Explore our new BookBrowse Community Forum!

The Death Doula Profession: Background information when reading The Collected Regrets of Clover

Summary |  Excerpt |  Reading Guide |  Reviews |  Beyond the Book |  Read-Alikes |  Genres & Themes |  Author Bio

The Collected Regrets of Clover by Mikki Brammer

The Collected Regrets of Clover

A Novel

by Mikki Brammer
  • BookBrowse Review:
  • Critics' Consensus:
  • Readers' Rating:
  • First Published:
  • May 9, 2023, 320 pages
  • Paperback:
  • May 2024, 336 pages
  • Rate this book

  • Buy This Book

About This Book

The Death Doula Profession

This article relates to The Collected Regrets of Clover

Print Review

The protagonist of Mikki Brammer's The Collected Regrets of Clover is a death doula. Just as a doula (or midwife) helps in childbirth, a death doula helps people who are approaching death. The profession has grown remarkably since 2000, when a New York City program co-funded by NYU Medical Center and the Shira Ruskay Center of the Jewish Board of Family and Children's Services first paired volunteer doulas with patients. In 2003, again in NYC, social worker Henry Fersko-Weiss (author of Caring for the Dying) created the country's first hospice-based end-of-life doula program. In 2015, he co-founded the International End-of-Life Doula Association, which hosts online or in-person training sessions for doulas and hospice workers, as well as for caregivers.

While some doulas work on a volunteer basis, most are hired privately for an hourly ($25-$100) or flat rate. This is not a clinical role, as death doulas do not prescribe or administer any medications, so the field is unregulated. One does not need a license or traditional education to practice it. However, the University of Vermont does offer an End-of-Life Doula Professional Certificate. The course is fully online, eight weeks long, and costs $800. It soared in popularity due to the Covid-19 pandemic, with annual enrollment tripling between 2017 (its first year) and 2021. Other organizations offer in-house certification programs for roughly the same cost.

Many doulas come from the healthcare field, particularly hospice care (a field dedicated to ensuring comfort and pain relief for terminally ill patients who are expected to die within six months and who are no longer pursuing active treatment). Others start off as independent funeral officiants. A doula may help with errands, getting one's affairs in order, or making the practical preparations for a memorial service, but is mostly concerned with emotional support: being there for the patient and their loved ones, to talk about what they expect, fear, or hope for from the final days of life. They may discuss regrets, write letters, or decide on rituals to be performed just before and after death. A doula's work is generally secular, but they may work in partnership with any faith leaders the patient wishes to have present. The primary goal is to help ensure an atmosphere of calm and peace.

Filed under Cultural Curiosities

Article by Rebecca Foster

This "beyond the book article" relates to The Collected Regrets of Clover. It originally ran in July 2023 and has been updated for the May 2024 paperback edition. Go to magazine.

Membership Advantages
  • Reviews
  • "Beyond the Book" articles
  • Free books to read and review (US only)
  • Find books by time period, setting & theme
  • Read-alike suggestions by book and author
  • Book club discussions
  • and much more!
  • Just $45 for 12 months or $15 for 3 months.
  • More about membership!

Top Picks

  • Book Jacket: Graveyard Shift
    Graveyard Shift
    by M. L. Rio
    Following the success of her debut novel, If We Were Villains, M. L. Rio's latest book is the quasi-...
  • Book Jacket: The Sisters K
    The Sisters K
    by Maureen Sun
    The Kim sisters—Minah, Sarah, and Esther—have just learned their father is dying of ...
  • Book Jacket: Linguaphile
    Linguaphile
    by Julie Sedivy
    From an infant's first attempts to connect with the world around them to the final words shared with...
  • Book Jacket
    The Rest of You
    by Maame Blue
    At the start of Maame Blue's The Rest of You, Whitney Appiah, a Ghanaian Londoner, is ringing in her...

Members Recommend

  • Book Jacket

    Pony Confidential
    by Christina Lynch

    In this whimsical mystery, a grumpy pony must clear his beloved human's name from a murder accusation.

Who Said...

Great literature cannot grow from a neglected or impoverished soil...

Click Here to find out who said this, as well as discovering other famous literary quotes!

Wordplay

Solve this clue:

F the M

and be entered to win..

Your guide toexceptional          books

BookBrowse seeks out and recommends the best in contemporary fiction and nonfiction—books that not only engage and entertain but also deepen our understanding of ourselves and the world around us.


### Work instruction
Only the lines from the one containing "Image resolution: width=373" to the end of the records belong in the answer; repeat them exactly and drop the pictures.

### Stored data
╭──

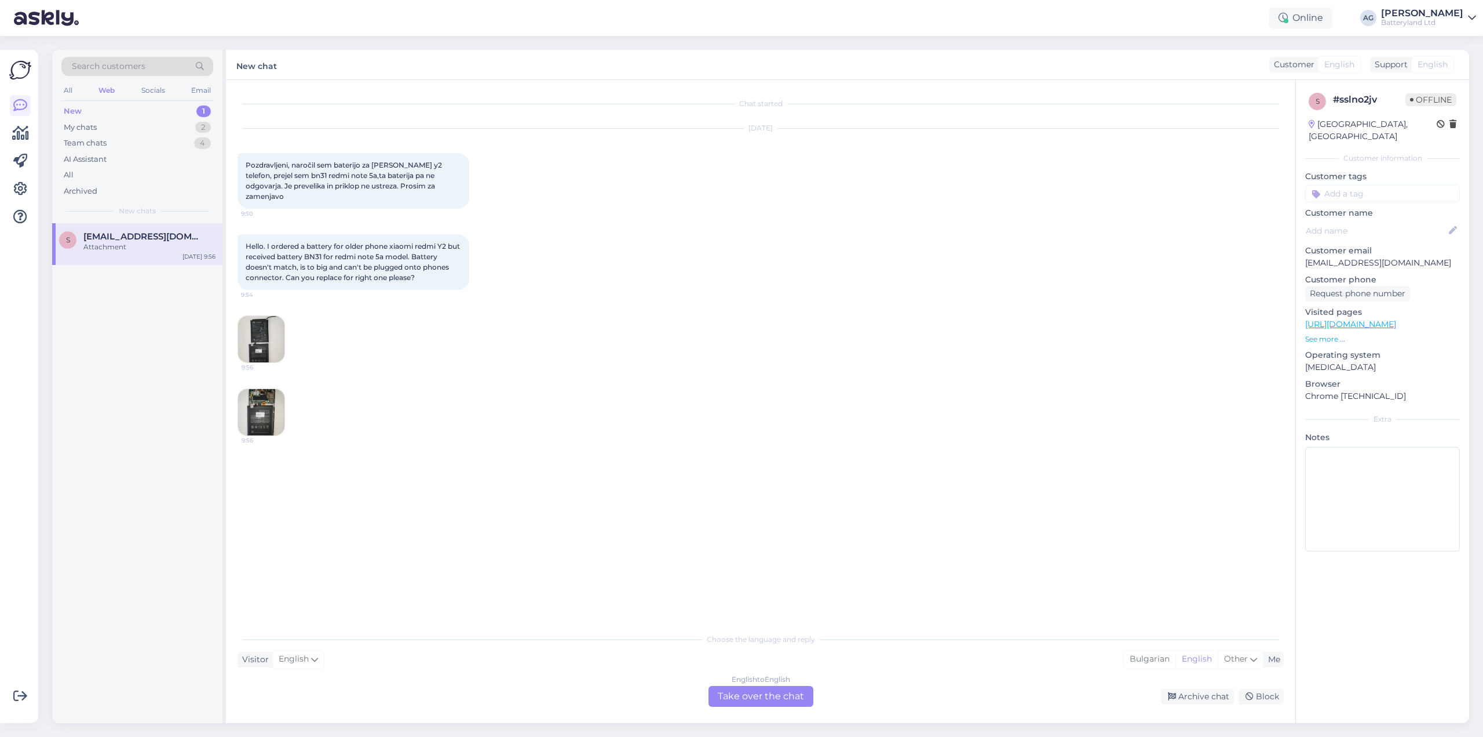  Describe the element at coordinates (1262, 696) in the screenshot. I see `div: Block` at that location.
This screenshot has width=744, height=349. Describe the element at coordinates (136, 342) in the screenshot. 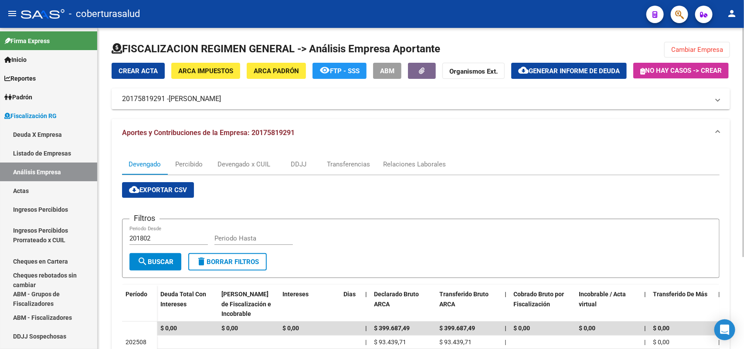

I see `span: 202508` at that location.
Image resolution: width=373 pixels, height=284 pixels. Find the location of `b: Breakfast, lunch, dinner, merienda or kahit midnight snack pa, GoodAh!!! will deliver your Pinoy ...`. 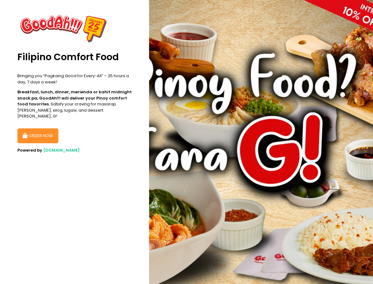

b: Breakfast, lunch, dinner, merienda or kahit midnight snack pa, GoodAh!!! will deliver your Pinoy ... is located at coordinates (74, 98).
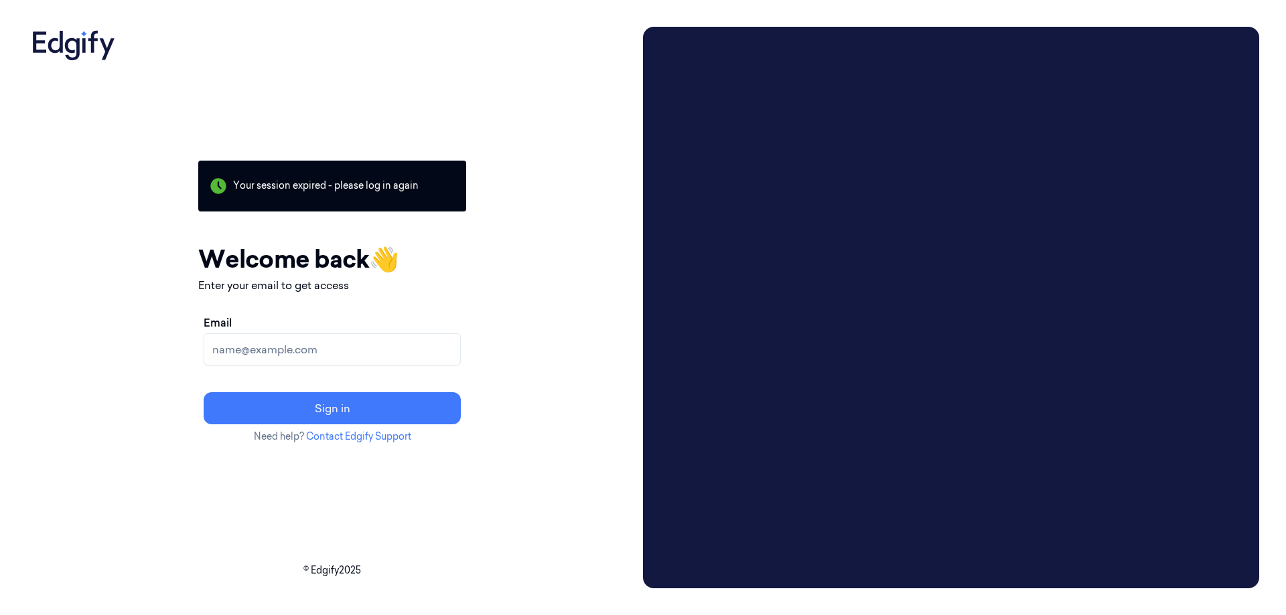 This screenshot has height=615, width=1286. Describe the element at coordinates (332, 285) in the screenshot. I see `p: Enter your email to get access` at that location.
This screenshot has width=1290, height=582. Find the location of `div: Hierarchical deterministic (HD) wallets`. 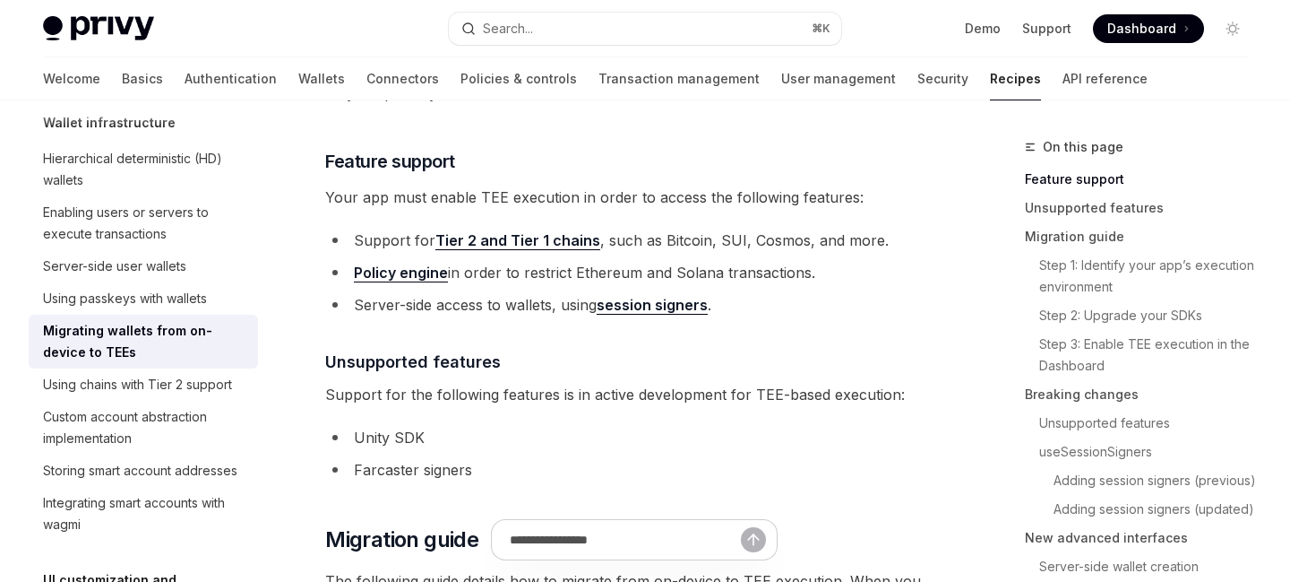

div: Hierarchical deterministic (HD) wallets is located at coordinates (145, 169).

╰──

### Solution
Image resolution: width=373 pixels, height=284 pixels. Find the location of `b: Breakfast, lunch, dinner, merienda or kahit midnight snack pa, GoodAh!!! will deliver your Pinoy ...`. 

b: Breakfast, lunch, dinner, merienda or kahit midnight snack pa, GoodAh!!! will deliver your Pinoy ... is located at coordinates (74, 98).
 This screenshot has height=615, width=1286. Describe the element at coordinates (332, 285) in the screenshot. I see `p: Enter your email to get access` at that location.
This screenshot has width=1290, height=582. Find the location of `div: Hierarchical deterministic (HD) wallets`. 

div: Hierarchical deterministic (HD) wallets is located at coordinates (145, 169).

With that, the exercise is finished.